Since World War II the Harvard Houses have labored under severe handicaps. The postwar growth from a total of 3,500 undergraduates to more than 4,400 has heavily overtaxed the present buildings. The seven undergraduate Houses in existence before 1956 were designed for about 1,800 occupants in all. The increase in enrollment had combined with the growing proportion of resident students to push 1100 more students into the Houses as the Program for Harvard College was launched. Claverly and Wigglesworth were pressed into service to house 310 of this total.
Quincy House was the first to be constructed of three undergraduate Houses provided for in the Program, and it siphoned off 350, but the Houses still contain 123 per cent of their pre-war quotas. A tenth House will allow almost complete deconversion, provided Harvard does not expand further before it is constructed.
At the beginning of the Program, the Yard dormitories were in even worse shape than the Houses. With 167 upperclassmen living in Wigglesworth, and with half of Weld occupied by administrative offices, 843 freshmen were crammed into living space designed for 557. Two freshman dormitories were purchased on Prescott Street (Hurlburt and Green- ough), and the Program called for two more to be built "in the vicinity of the Yard." In practice this objective was never met. A third dormitory, Pennypacker, was purchased and remodeled, but to date no construction of new facilities has taken place. Instead, the interiors of all 18th and 19th century dormitories were extensively rebuilt, while their exteriors remained intact. This method of change symbolizes the essential conservatism of the entire Program: it was an attempt to restore in present-day terms the standards of space and comfort which marked an earlier Harvard. Yet the effort at preservation has led to a transformation; presenting drama in the Loeb or teaching art in the Carpenter Center naturally produces pressure for higher; less-amateurish, standards of performance. A similar, although less sharp, pressure for excellence, is exerted by the other new buildings although Leverett Towers, with its huge population of cubicle-dwellers, has tended to de-personalize House life. In trying to meet the physical needs of the College, the Program has to some measure furnished new standards for its intellectual life. For any attempt to preserve relative standards now requires a raising of standards. This the Program has done.
ough), and the Program called for two more to be built "in the vicinity of the Yard." In practice this objective was never met. A third dormitory, Pennypacker, was purchased and remodeled, but to date no construction of new facilities has taken place. Instead, the interiors of all 18th and 19th century dormitories were extensively rebuilt, while their exteriors remained intact.
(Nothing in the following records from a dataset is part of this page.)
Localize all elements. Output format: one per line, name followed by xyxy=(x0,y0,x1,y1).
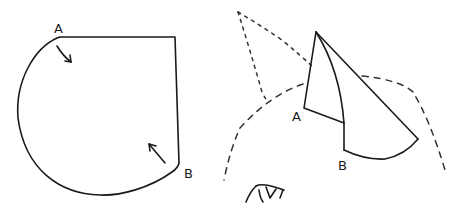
right-figure: A B xyxy=(292,32,418,173)
dashed-arc-left xyxy=(224,84,303,180)
eye-icon xyxy=(246,185,284,202)
arrow-icon-a xyxy=(57,46,71,62)
left-outline xyxy=(18,37,179,195)
cone-inner-fold xyxy=(316,32,344,150)
arrow-icon-b xyxy=(149,144,165,163)
left-figure: A B xyxy=(18,21,193,195)
dotted-line-upper xyxy=(238,12,312,66)
label-a-left: A xyxy=(54,21,63,36)
dotted-line-left-vertical xyxy=(238,12,268,102)
label-b-left: B xyxy=(184,166,193,181)
label-a-right: A xyxy=(292,109,301,124)
cone-bottom-arc xyxy=(344,139,418,159)
diagram-canvas: A B A B xyxy=(0,0,471,212)
label-b-right: B xyxy=(338,158,347,173)
right-guides xyxy=(224,12,445,180)
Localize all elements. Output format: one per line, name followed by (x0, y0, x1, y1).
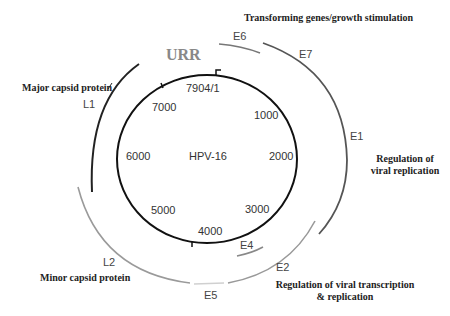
label-position-6000: 6000 (126, 151, 150, 162)
label-E4: E4 (240, 240, 253, 251)
gene-arc-E2 (228, 221, 315, 283)
label-position-2000: 2000 (269, 151, 293, 162)
label-transcription-line1: Regulation of viral transcription (270, 279, 420, 291)
label-minor-capsid: Minor capsid protein (40, 273, 130, 283)
label-viral-replication-line1: Regulation of (360, 153, 450, 165)
label-E1: E1 (350, 131, 363, 142)
label-position-4000: 4000 (198, 226, 222, 237)
gene-arc-E5 (194, 283, 224, 284)
label-major-capsid: Major capsid protein (22, 83, 112, 93)
label-urr: URR (166, 47, 201, 63)
label-transforming-genes: Transforming genes/growth stimulation (244, 13, 413, 23)
label-E7: E7 (299, 49, 312, 60)
label-viral-replication-line2: viral replication (360, 165, 450, 177)
label-position-5000: 5000 (151, 205, 175, 216)
label-E5: E5 (204, 290, 217, 301)
label-E2: E2 (276, 262, 289, 273)
label-L2: L2 (103, 257, 115, 268)
gene-arc-E7-E1 (263, 43, 347, 234)
label-position-7904-1: 7904/1 (186, 83, 220, 94)
gene-arc-L2 (78, 187, 190, 283)
label-viral-replication: Regulation of viral replication (360, 153, 450, 177)
label-E6: E6 (233, 31, 246, 42)
label-position-3000: 3000 (245, 204, 269, 215)
label-position-7000: 7000 (152, 102, 176, 113)
label-transcription-replication: Regulation of viral transcription & repl… (270, 279, 420, 303)
label-L1: L1 (83, 99, 95, 110)
label-genome-name: HPV-16 (189, 151, 227, 162)
label-position-1000: 1000 (254, 110, 278, 121)
gene-arc-E6 (219, 44, 260, 53)
label-transcription-line2: & replication (270, 291, 420, 303)
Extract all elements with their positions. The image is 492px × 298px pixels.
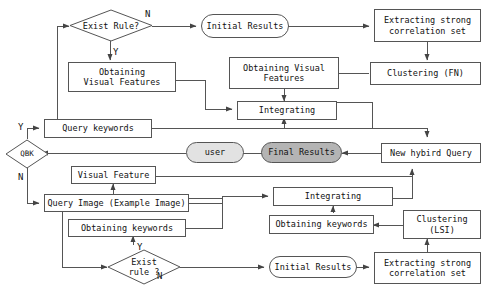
edge-label-y-top: Y bbox=[113, 48, 118, 57]
node-visual-feature: Visual Feature bbox=[71, 166, 156, 184]
edge-label-n-top: N bbox=[145, 10, 150, 19]
node-query-keywords: Query keywords bbox=[44, 119, 152, 138]
edge-label-n-bottom: N bbox=[157, 272, 162, 281]
edge-label-n-qbk: N bbox=[18, 173, 23, 182]
node-obtaining-visual-features-mid: Obtaining Visual Features bbox=[229, 57, 339, 89]
node-final-results: Final Results bbox=[261, 142, 342, 163]
node-obtaining-keywords-left: Obtaining keywords bbox=[68, 219, 186, 237]
node-initial-results-bottom: Initial Results bbox=[269, 256, 357, 278]
decision-qbk-label: QBK bbox=[5, 139, 49, 169]
node-extracting-strong-correlation-bottom: Extracting strong correlation set bbox=[374, 252, 481, 284]
node-new-hybird-query: New hybird Query bbox=[381, 143, 481, 163]
decision-qbk: QBK bbox=[5, 139, 49, 169]
node-integrating-top: Integrating bbox=[237, 101, 337, 120]
decision-exist-rule-top-label: Exist Rule? bbox=[69, 9, 153, 42]
decision-exist-rule-bottom: Exist rule ? bbox=[107, 249, 181, 285]
node-obtaining-visual-features-left: Obtaining Visual Features bbox=[68, 62, 176, 92]
edge-label-y-bottom: Y bbox=[137, 243, 142, 252]
edge-label-y-qbk: Y bbox=[18, 123, 23, 132]
node-clustering-lsi: Clustering (LSI) bbox=[403, 210, 481, 239]
node-initial-results-top: Initial Results bbox=[201, 14, 289, 38]
decision-exist-rule-bottom-label: Exist rule ? bbox=[107, 249, 181, 285]
node-user: user bbox=[186, 142, 244, 163]
node-integrating-bottom: Integrating bbox=[273, 187, 393, 206]
flowchart-canvas: Exist Rule? Initial Results Extracting s… bbox=[0, 0, 492, 298]
node-obtaining-keywords-right: Obtaining keywords bbox=[269, 215, 374, 234]
node-query-image: Query Image (Example Image) bbox=[44, 194, 189, 212]
node-extracting-strong-correlation-top: Extracting strong correlation set bbox=[374, 9, 481, 42]
node-clustering-fn: Clustering (FN) bbox=[370, 62, 481, 85]
decision-exist-rule-top: Exist Rule? bbox=[69, 9, 153, 42]
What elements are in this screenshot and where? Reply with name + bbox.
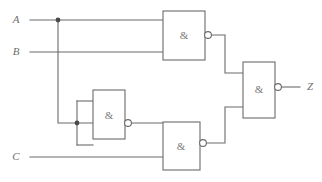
nand-gate-g4: & bbox=[243, 62, 281, 118]
inversion-bubble-icon-g1 bbox=[205, 32, 212, 39]
input-label-a: A bbox=[12, 13, 20, 25]
gate-symbol-label-g4: & bbox=[255, 83, 264, 95]
nand-gate-g3: & bbox=[163, 122, 206, 170]
logic-circuit-diagram: &&&& ABCZ bbox=[0, 0, 322, 182]
wire-G3-out bbox=[206, 107, 243, 143]
nand-gate-g2: & bbox=[93, 90, 131, 139]
input-label-b: B bbox=[13, 45, 20, 57]
inversion-bubble-icon-g3 bbox=[200, 140, 207, 147]
circuit-canvas: &&&& ABCZ bbox=[0, 0, 322, 182]
junction-dot-g2-input-tie bbox=[75, 121, 80, 126]
gate-symbol-label-g3: & bbox=[177, 140, 186, 152]
inversion-bubble-icon-g2 bbox=[125, 120, 132, 127]
nand-gate-g1: & bbox=[163, 11, 211, 60]
junctions-layer bbox=[56, 18, 80, 126]
gate-symbol-label-g2: & bbox=[105, 109, 114, 121]
inversion-bubble-icon-g4 bbox=[275, 84, 282, 91]
wire-A-drop bbox=[58, 20, 93, 123]
gate-symbol-label-g1: & bbox=[180, 29, 189, 41]
gates-layer: &&&& bbox=[93, 11, 281, 170]
input-label-c: C bbox=[12, 150, 20, 162]
output-label-z: Z bbox=[307, 80, 314, 92]
junction-dot-a-branch bbox=[56, 18, 61, 23]
wire-G1-out bbox=[211, 35, 243, 73]
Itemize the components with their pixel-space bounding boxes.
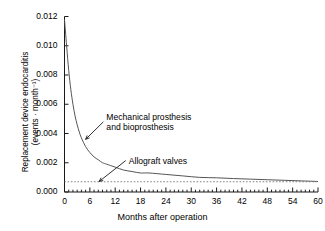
chart-figure: Replacement device endocarditis (events …	[0, 0, 325, 231]
annotation-line1: Allograft valves	[129, 156, 187, 167]
data-series	[65, 19, 319, 181]
axes	[65, 17, 319, 193]
annotation-line1: Mechanical prosthesis	[106, 112, 191, 123]
annotation-arrow	[99, 161, 126, 182]
annotation-label-mechanical: Mechanical prosthesisand bioprosthesis	[106, 112, 191, 133]
series-line	[65, 19, 319, 181]
annotation-line2: and bioprosthesis	[106, 122, 191, 133]
annotation-label-allograft: Allograft valves	[129, 156, 187, 167]
annotation-arrow	[86, 122, 104, 140]
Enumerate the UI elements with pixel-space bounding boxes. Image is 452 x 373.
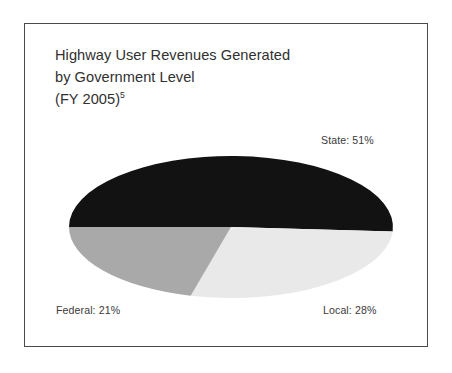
- clipped-header-text: [14, 0, 40, 4]
- pie-label-federal: Federal: 21%: [56, 304, 120, 316]
- pie-slice-state: [69, 156, 393, 231]
- pie-slices: [69, 156, 393, 298]
- pie-label-local: Local: 28%: [323, 304, 376, 316]
- figure-frame: Highway User Revenues Generated by Gover…: [24, 23, 428, 347]
- pie-label-state: State: 51%: [321, 134, 374, 146]
- pie-chart-svg: [25, 24, 429, 348]
- pie-chart: State: 51% Federal: 21% Local: 28%: [25, 24, 429, 348]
This method of change symbolizes the essential conservatism of the entire Program: it was an attempt to restore in present-day terms the standards of space and comfort which marked an earlier Harvard. Yet the effort at preservation has led to a transformation; presenting drama in the Loeb or teaching art in the Carpenter Center naturally produces pressure for higher; less-amateurish, standards of performance. A similar, although less sharp, pressure for excellence, is exerted by the other new buildings although Leverett Towers, with its huge population of cubicle-dwellers, has tended to de-personalize House life.
In trying to meet the physical needs of the College, the Program has to some measure furnished new standards for its intellectual life. For any attempt to preserve relative standards now requires a raising of standards. This the Program has done.